Pecan trees grow very well in Union County. They function well as yard trees, shade trees, and even street trees. They are one of the easiest fruit and nut trees to grow, though they do take many years before bearing fruit (nuts). They can live to 80 years or more – some in downtown Monroe appear to be closer to 100 years old.

The most common question I receive about pecans is ‘my trees never produce a good crop of nuts; how do I fix this?’ If you’d like your pecan trees to produce great nuts reliably, you need to pamper them as you would care for tomato plants in a vegetable garden.

  1. The area under the dripline of the tree should be free of grass and weeds. Instead, it should be mulched with hardwood woodchips 2-3 inches thick.

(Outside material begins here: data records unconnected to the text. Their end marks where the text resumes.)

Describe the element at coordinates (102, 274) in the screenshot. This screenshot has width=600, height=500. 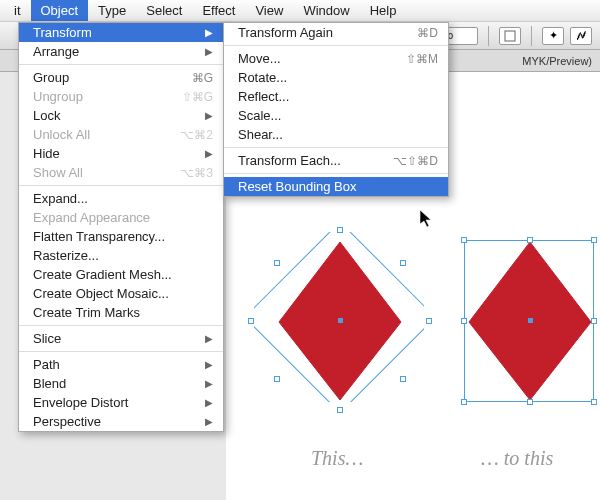
I see `menu-item-label: Create Gradient Mesh...` at that location.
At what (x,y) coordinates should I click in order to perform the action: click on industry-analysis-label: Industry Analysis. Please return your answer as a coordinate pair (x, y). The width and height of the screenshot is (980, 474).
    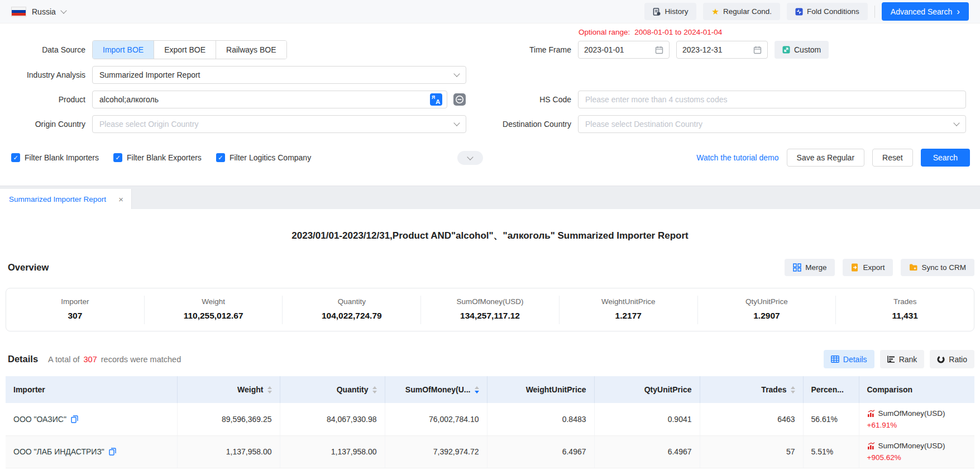
    Looking at the image, I should click on (46, 75).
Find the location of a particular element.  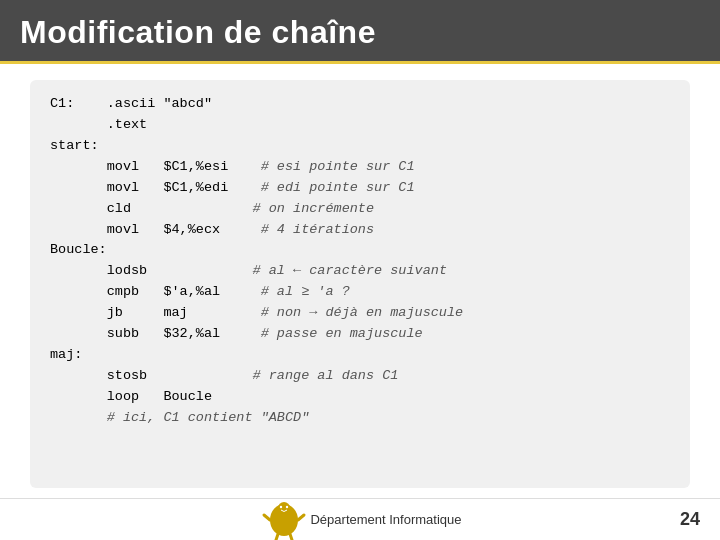

code-text: loop Boucle is located at coordinates (131, 398).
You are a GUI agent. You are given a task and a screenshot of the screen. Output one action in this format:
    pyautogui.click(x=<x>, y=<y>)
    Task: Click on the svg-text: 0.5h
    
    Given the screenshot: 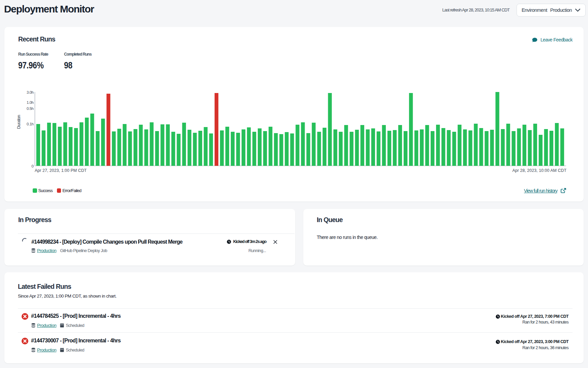 What is the action you would take?
    pyautogui.click(x=30, y=109)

  2. You should add compost, ideally under the mulch but on top is ok too, once per year. Compost works it way down into the soil, improving the structure of our clay-heavy soils which improves the soil’s ability to make nutrients and moisture available to tree roots.
  3. I recommend getting a soil test which is free or cheap. Soil testing kits are available for free at the Union County Agricultural and Event Complex. Also, you can call your local library to see if they have soil testing kits in stock. Then you follow the instructions on the box to take a soil sample, mail it to the lab in Raleigh, and get your results back which tell you how much lime to add, how much fertilizer, etc. for your specific case (you tell them you are growing pecans). Based on the soil test results, you may add lime or synthetic fertilizer in addition to organic compost.
  4. Are your pecan trees being shaded by other, larger trees? Pecans need full sun to produce a great nut crop.
  5. You may need to add supplemental water. In 2024 we had an extreme drought from late May to early July, a critical period of nut development. Anyone who didn’t provide supplemental water to their trees during that period lost their nut crop.
  6. You need to pay attention to insect and disease. Sometimes you can intervene and save your nut crop. Sometimes you cannot, and you can only plan to get in front of the pest next year. We have pecan weevils, June bugs, several kinds of leaf fungal disease, and more. So, you may need to engage in fungicide and insecticide applications. For pecan scab, a sanitation protocol is critical which means you need to pick up clean fallen leaves, sticks and husks and remove them from the property/burn them to reduce infection the following year.
  7. You may want to have your trees pruned to reduce the length of long, over-extended limbs or else they get heavy with nuts in August and September and snap off, causing large ripping wounds that never heal properly. This introduces decay-causing organisms which shorten its life and reduce its potential nut production.
  8. You may need to go to battle against squirrels or else they can steal the bulk of your crop. This can mean wrapping the tree trunk in sheet metal so squirrels can’t climb your pecans. Or reducing your squirrel population through lethal means, based on the legality of that action in your jurisdiction.
  9. Pecans are dichogamous (male and female reproductive parts on the same tree, but that mature at different times, preventing self-pollination). If the person that planted your pecans only used one cultivar, or multiple cultivars that aren’t compatible, they wouldn’t have a pollinizer to get sufficient pollination for nut production. You may need to plant another, different pecan cultivar.